Flights keep team proficient

Dennis Tito, left, and Jim Payne pause for a photo after a successful flight. Photo courtesy of Perlan Project.

Their custom glider being built to soar to 90,000 feet (and possibly higher still) using wind power alone still nearly a year away, Perlan Project pilots Jim Payne, Dennis Tito (the billionaire rocket scientist turned entrepreneur best known as the first space tourist), Morgan Sandercock, and Eric Greenwell, have found constructive ways to keep busy—and stay proficient.

The team recently celebrated victory in a global online contest (Aerojurier OLC Silver League 2014) sponsored by a German organization that allows clubs and individual pilots to compete at a distance, scoring flights in gliders, hang gliders, and paragliders for distance and speed.

Perlan Project, a nonprofit organization created to build a record-setting glider capable of climbing atmospheric waves announced sponsorship from Airbus in July, bringing an infusion of funding that will cover construction and two years of flights. Stéphane Fymat, one of the Perlan Project directors, said flights conducted for the online contest (including flights in the United States and Argentina) offered opportunities for training, proficiency, and raising the team’s profile. (Perlan Project, using a more-or-less stock glider, set an altitude record of 50,722 feet in 2006; the glider now being built could potentially double that in time, riding waves created by a confluence of mountain waves and the polar vortex to the upper reaches of the atmosphere.) 
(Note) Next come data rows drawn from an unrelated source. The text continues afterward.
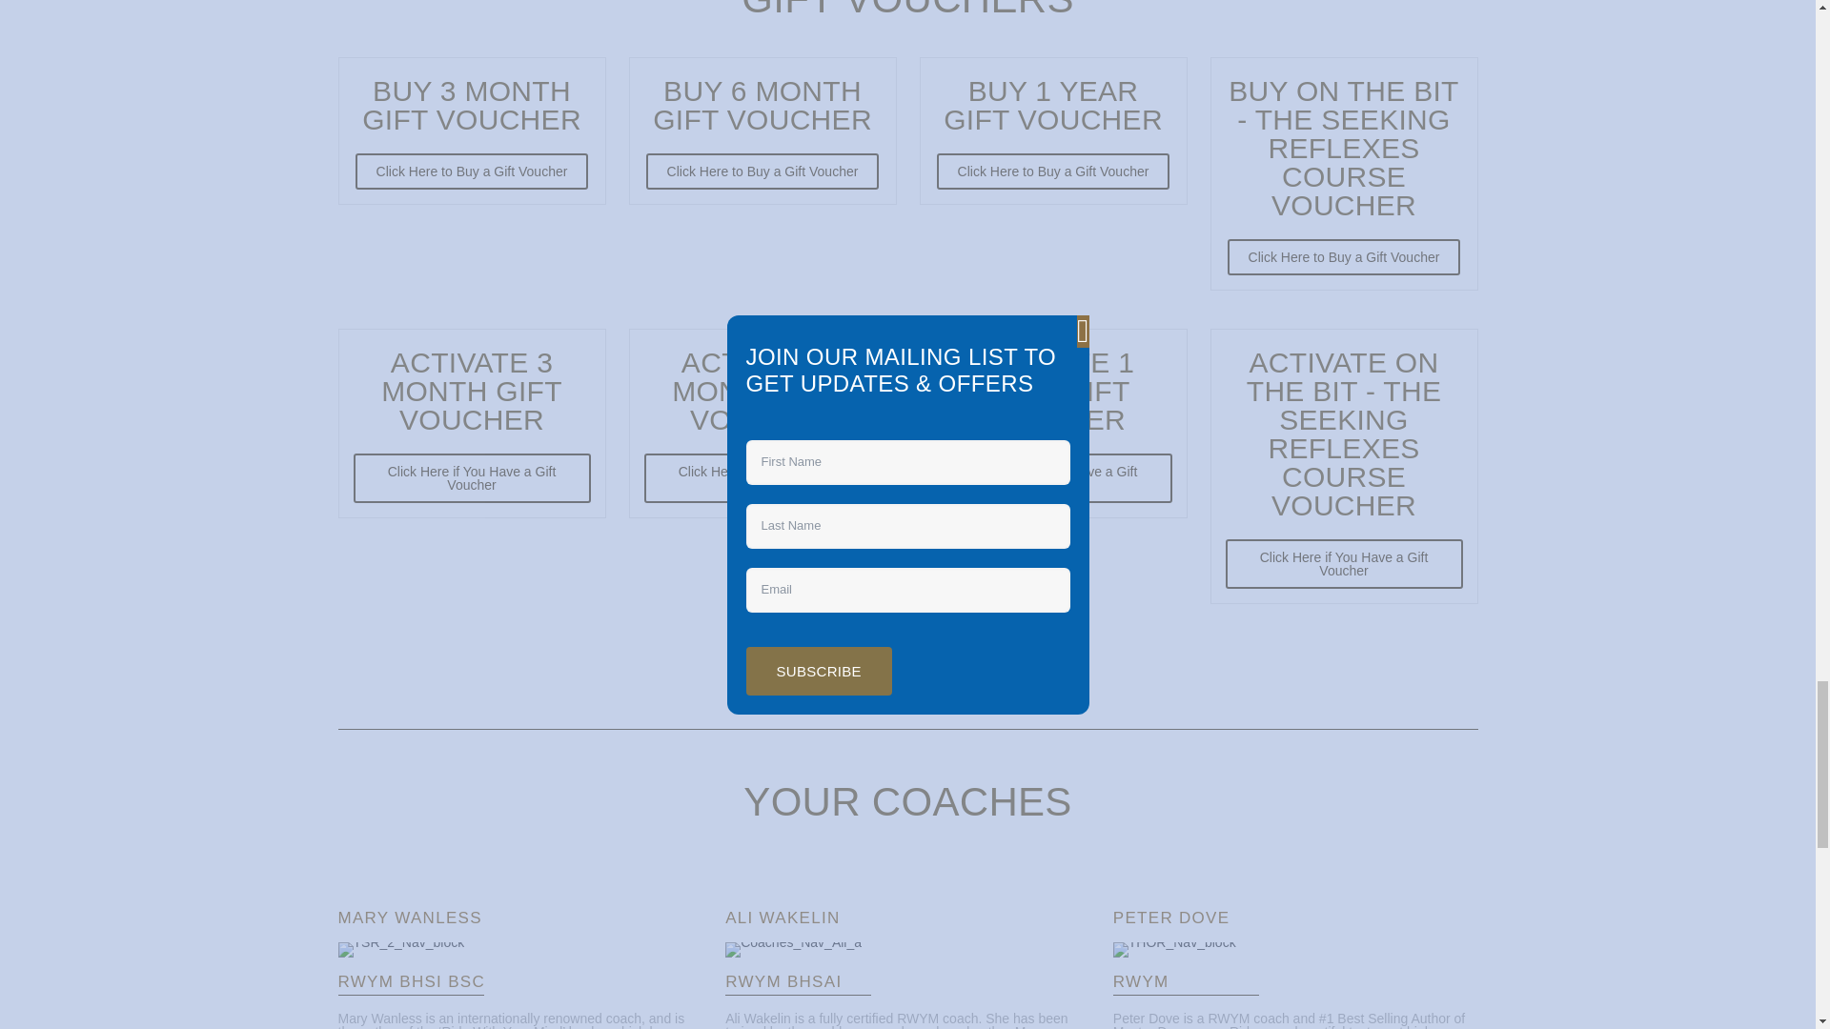 This screenshot has width=1830, height=1029. I want to click on Click Here to Buy a Gift Voucher, so click(762, 171).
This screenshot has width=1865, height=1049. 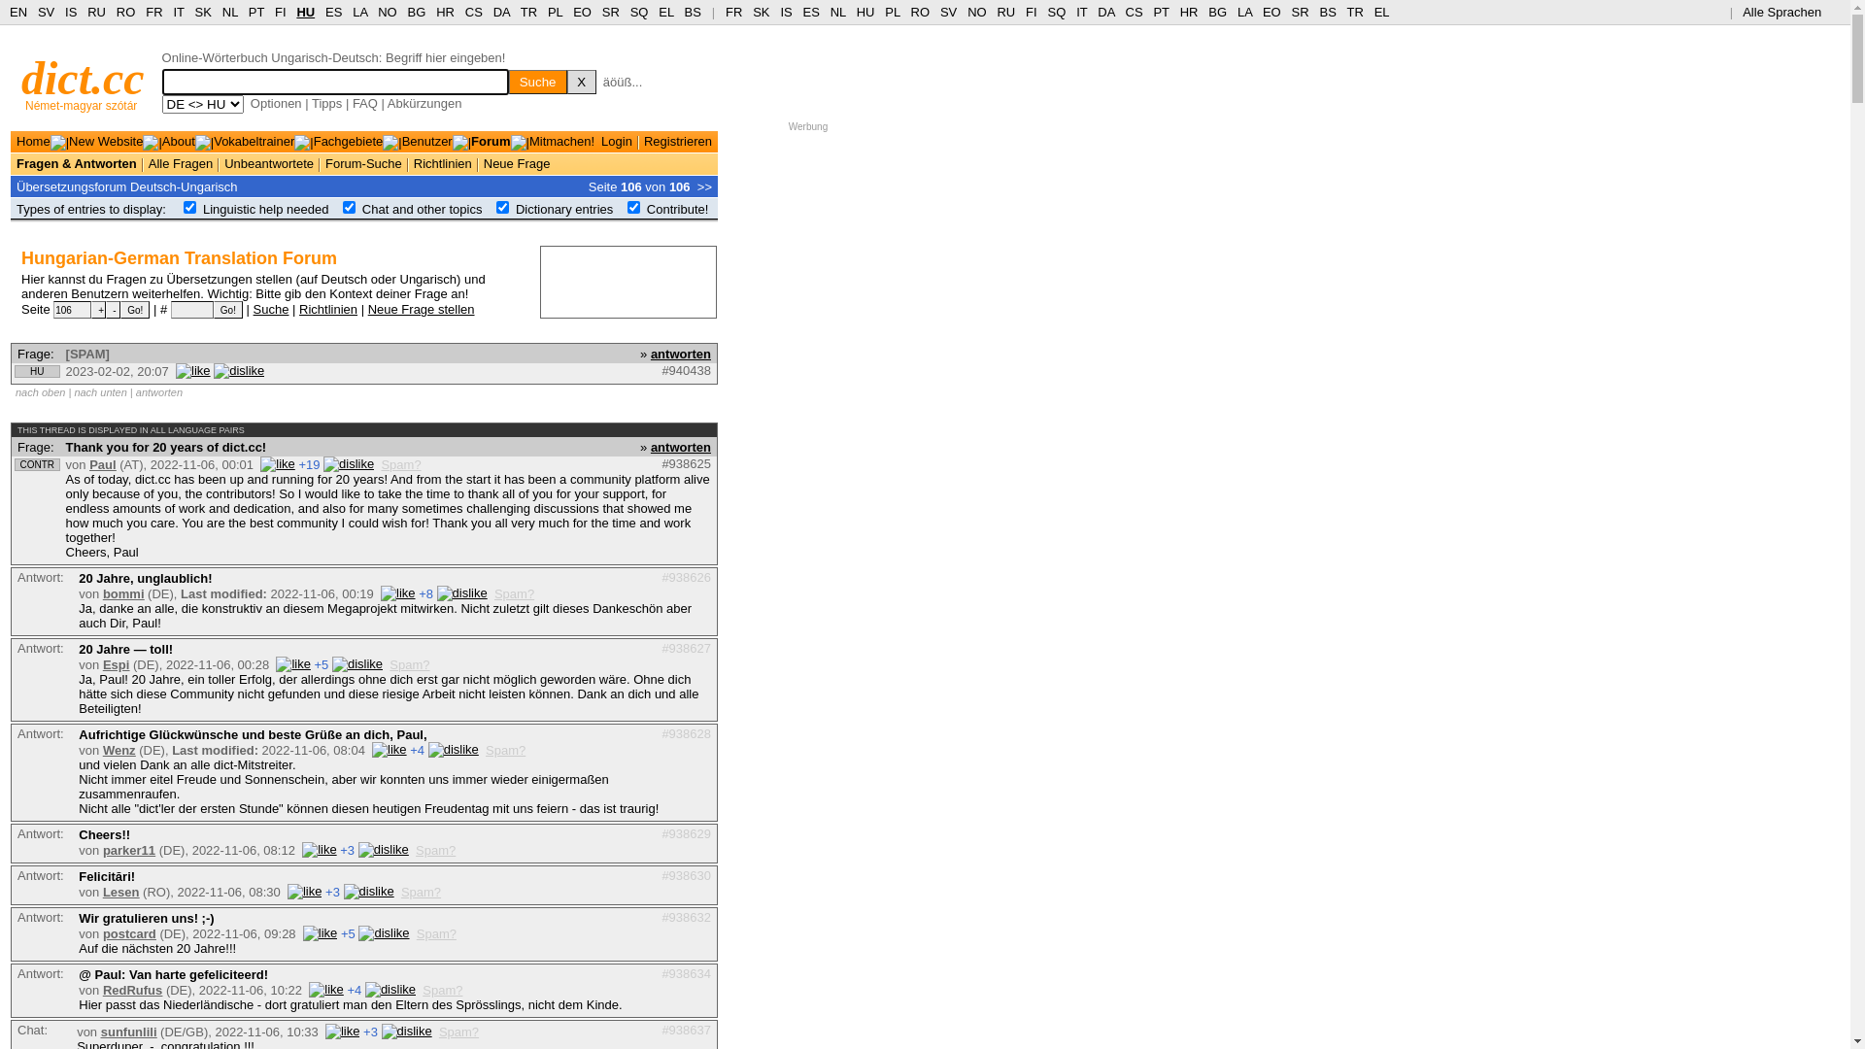 I want to click on Dictionary entries, so click(x=564, y=210).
Perlan Project pilots logged some impressive flights in this DG-1001M self-launching glider. Photo courtesy of Perlan Project.
Perlan Project pilots Jim Payne and Dennis Tito contemplate wave clouds at sunset in Los Antiguos, Argentina. Photo courtesy of Perlan Project.

Fymat said the upper limits of the new glider’s altitude potential remain to be seen. Setting a new record is only part of the overall mission: The Perlan team will carry scientific instruments and conduct research in a segment of the atmosphere that is difficult to study by other means. The first flight is expected in the middle of 2015, and will be followed by missions of increasing altitude over Nevada (where some of the online contest flights were logged) before the team heads to Argentina in 2016 to begin working their way up to 90,000 feet. 

The new glider will be pressurized (carrying makeup air and recycling the pilot’s breath) but not heated, and the pilots will need to wear specialized suits to protect them from the extreme cold. 

Jim Moore
Jim Moore
Managing Editor-Digital Media
Digital Media Managing Editor Jim Moore joined AOPA in 2011 and is an instrument-rated private pilot, as well as a certificated remote pilot, who enjoys competition aerobatics and flying drones.